These days, many students can "improve their grades" by reading a book chosen by their literature teachers. Ana María Matute or Lorca, in Spanish; Rodoreda or Moncada, in Catalan, from what I see.
Reading is the verb I used, but it's not exact. This is the intention. What students who—and this is a lot—want to get a better grade do is look for the audiobook. And this is still the case. They put it on at double speed, while doing other things, like looking at their phone. The voice of the actor or actress reading speaks like the messages they send each other. Like a puppet.
"It's just so cheesy," they tell you. And they give you the example of some metaphors. Obviously, out of context, and especially without context, even the mythical metaphor of Hopscotch "We kissed as if our mouths were full of live pieces." It would seem like a snail's nest. The lagoon is so stratospheric that they haven't even been able to laugh at Sabina.
They laugh at books about the Civil War, but from another, lighter place than ours. To laugh is to know and, in a way, to love. Your mockery of spherifications, which you know and can compare with other ways of cooking, is not theirs, so old-fashioned and sisterly: "It just leaves you hungry."
They pick up a book and don't read its synopsis.

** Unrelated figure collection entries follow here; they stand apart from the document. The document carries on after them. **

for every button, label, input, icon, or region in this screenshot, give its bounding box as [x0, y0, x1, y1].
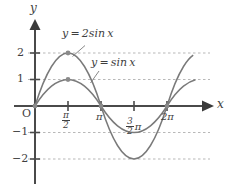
marker-peak-2sinx [66, 51, 71, 56]
xtick-label-pi: π [96, 112, 103, 122]
marker-peak-sinx [66, 77, 71, 82]
plot-canvas [0, 0, 233, 194]
marker-origin [33, 104, 38, 109]
fraction-three-halves: 3 2 [126, 117, 134, 137]
curve-label-2sinx: y = 2sin x [62, 28, 113, 39]
pi-symbol: π [134, 122, 142, 132]
leader-line-sinx [91, 71, 100, 83]
y-axis-arrowhead [30, 19, 41, 30]
three-halves-pi-group: 3 2 π [126, 117, 141, 137]
trig-graph-figure: y x O 2 1 −1 −2 π 2 π 3 2 π 2π y = 2sin … [0, 0, 233, 194]
ytick-label-1: 1 [17, 73, 24, 84]
x-axis-arrowhead [202, 101, 214, 112]
marker-zero-pi [99, 104, 104, 109]
y-axis-label: y [30, 2, 37, 14]
ytick-label-neg2: −2 [12, 153, 28, 164]
x-axis-label: x [217, 98, 224, 110]
marker-zero-2pi [165, 104, 170, 109]
leader-line-2sinx [73, 46, 86, 57]
fraction-denominator: 2 [126, 126, 134, 136]
fraction-numerator: 3 [126, 117, 134, 126]
curve-label-sinx: y = sin x [91, 57, 135, 68]
ytick-label-2: 2 [17, 47, 24, 58]
fraction-numerator: π [62, 111, 70, 120]
fraction-denominator: 2 [62, 120, 70, 130]
xtick-label-pi-over-2: π 2 [62, 111, 70, 131]
fraction-pi-over-2: π 2 [62, 111, 70, 131]
ytick-label-neg1: −1 [12, 126, 28, 137]
x-axis [14, 101, 214, 112]
xtick-label-3pi-over-2: 3 2 π [126, 111, 141, 137]
xtick-label-2pi: 2π [161, 112, 174, 122]
origin-label: O [22, 108, 31, 119]
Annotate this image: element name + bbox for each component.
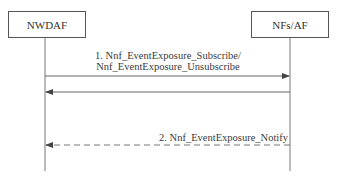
message-1-label-line1: 1. Nnf_EventExposure_Subscribe/ bbox=[68, 50, 268, 61]
message-1-label-line2: Nnf_EventExposure_Unsubscribe bbox=[68, 61, 268, 72]
actor-box-nwdaf: NWDAF bbox=[8, 11, 86, 38]
message-2-label: 2. Nnf_EventExposure_Notify bbox=[68, 132, 288, 143]
actor-box-nfs-af: NFs/AF bbox=[251, 11, 329, 38]
message-2-label-text: 2. Nnf_EventExposure_Notify bbox=[159, 132, 288, 143]
message-1-label: 1. Nnf_EventExposure_Subscribe/ Nnf_Even… bbox=[68, 50, 268, 72]
actor-label-nwdaf: NWDAF bbox=[27, 19, 67, 31]
actor-label-nfs-af: NFs/AF bbox=[272, 19, 307, 31]
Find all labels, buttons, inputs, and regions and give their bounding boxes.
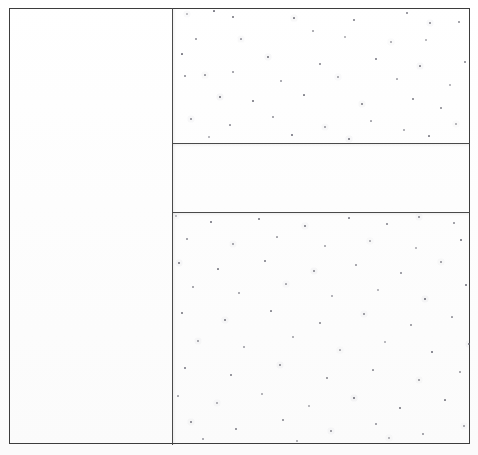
- scan-speck: [195, 38, 197, 40]
- scan-speck: [424, 298, 426, 300]
- scan-speck: [261, 393, 262, 394]
- right-bottom-cell: [173, 213, 470, 444]
- scan-speck: [353, 19, 355, 21]
- scan-speck: [270, 310, 272, 312]
- scan-speck: [308, 405, 310, 407]
- scan-speck: [422, 433, 423, 434]
- scan-speck: [230, 374, 231, 375]
- scan-speck: [375, 423, 377, 425]
- scan-speck: [264, 260, 265, 261]
- scan-speck: [293, 17, 295, 19]
- scan-speck: [232, 16, 233, 17]
- scan-speck: [361, 103, 363, 105]
- scan-speck: [190, 118, 191, 119]
- scan-speck: [463, 425, 465, 427]
- scan-speck: [412, 98, 413, 99]
- scan-speck: [428, 135, 430, 137]
- scan-speck: [337, 76, 338, 77]
- scan-speck: [406, 12, 408, 14]
- scan-speck: [464, 61, 465, 62]
- scan-speck: [232, 243, 233, 244]
- scan-speck: [190, 421, 192, 423]
- scan-speck: [460, 239, 461, 240]
- scan-speck: [451, 316, 453, 318]
- scan-speck: [252, 100, 253, 101]
- right-middle-cell: [173, 144, 470, 212]
- scan-speck: [419, 65, 421, 67]
- scan-speck: [468, 343, 470, 345]
- scan-speck: [390, 41, 391, 42]
- scan-speck: [324, 126, 325, 127]
- scan-speck: [258, 218, 259, 219]
- scan-speck: [181, 53, 183, 55]
- scan-speck: [292, 336, 293, 337]
- scan-speck: [431, 351, 432, 352]
- scan-speck: [388, 437, 389, 438]
- scan-speck: [240, 38, 242, 40]
- scan-speck: [210, 221, 212, 223]
- scan-speck: [184, 367, 186, 369]
- scan-speck: [465, 284, 466, 285]
- scan-speck: [291, 134, 293, 136]
- scan-speck: [425, 39, 427, 41]
- scan-speck: [181, 312, 183, 314]
- scan-speck: [192, 286, 193, 287]
- scan-speck: [202, 438, 203, 439]
- scan-speck: [384, 341, 386, 343]
- scanned-document-page: [0, 0, 478, 455]
- scan-speck: [216, 402, 218, 404]
- scan-speck: [372, 369, 374, 371]
- scan-speck: [459, 371, 460, 372]
- scan-speck: [331, 295, 332, 296]
- scan-speck: [330, 430, 331, 431]
- scan-speck: [204, 74, 206, 76]
- scan-speck: [377, 289, 379, 291]
- scan-speck: [186, 238, 188, 240]
- scan-speck: [399, 407, 401, 409]
- scan-speck: [243, 346, 245, 348]
- left-column-cell-label: [10, 9, 11, 10]
- scan-speck: [282, 419, 284, 421]
- scan-speck: [177, 395, 179, 397]
- scan-speck: [400, 272, 401, 273]
- scan-speck: [403, 129, 405, 131]
- left-column-cell: [10, 9, 172, 444]
- scan-speck: [386, 223, 388, 225]
- scan-speck: [444, 399, 446, 401]
- scan-speck: [296, 440, 298, 442]
- scan-speck: [312, 30, 313, 31]
- scan-speck: [184, 75, 186, 77]
- scan-speck: [344, 36, 346, 38]
- scan-speck: [213, 10, 215, 12]
- scan-speck: [276, 236, 278, 238]
- scan-speck: [235, 428, 236, 429]
- scan-speck: [186, 13, 188, 15]
- scan-speck: [440, 107, 442, 109]
- scan-speck: [224, 319, 225, 320]
- scan-speck: [280, 80, 282, 82]
- scan-speck: [348, 138, 349, 139]
- scan-speck: [324, 245, 326, 247]
- scan-speck: [303, 94, 305, 96]
- scan-speck: [375, 58, 376, 59]
- scan-speck: [285, 283, 287, 285]
- scan-speck: [208, 136, 209, 137]
- right-middle-cell-label: [173, 144, 174, 145]
- scan-speck: [197, 340, 198, 341]
- scan-speck: [232, 71, 233, 72]
- scan-speck: [429, 22, 430, 23]
- right-top-cell: [173, 9, 470, 143]
- scan-speck: [238, 292, 240, 294]
- scan-speck: [353, 397, 354, 398]
- scan-speck: [319, 322, 321, 324]
- scan-speck: [396, 78, 398, 80]
- scan-speck: [449, 84, 451, 86]
- scan-speck: [453, 222, 455, 224]
- scan-speck: [370, 120, 372, 122]
- scan-speck: [455, 123, 457, 125]
- scan-speck: [410, 324, 412, 326]
- scan-speck: [440, 261, 442, 263]
- scan-speck: [219, 96, 221, 98]
- scan-speck: [279, 364, 281, 366]
- scan-speck: [178, 262, 180, 264]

They don't know if the author is alive or dead, and if the work takes place now or in Ermesenda's time. They have experienced diversity (very good things, average things, and very bad things) in all other areas: music, food, TV series, clothing. They are critical of all this, but not of books. And I repeat, once again. We won't save him unless we get it into our heads that the only solution between them and us is reading aloud.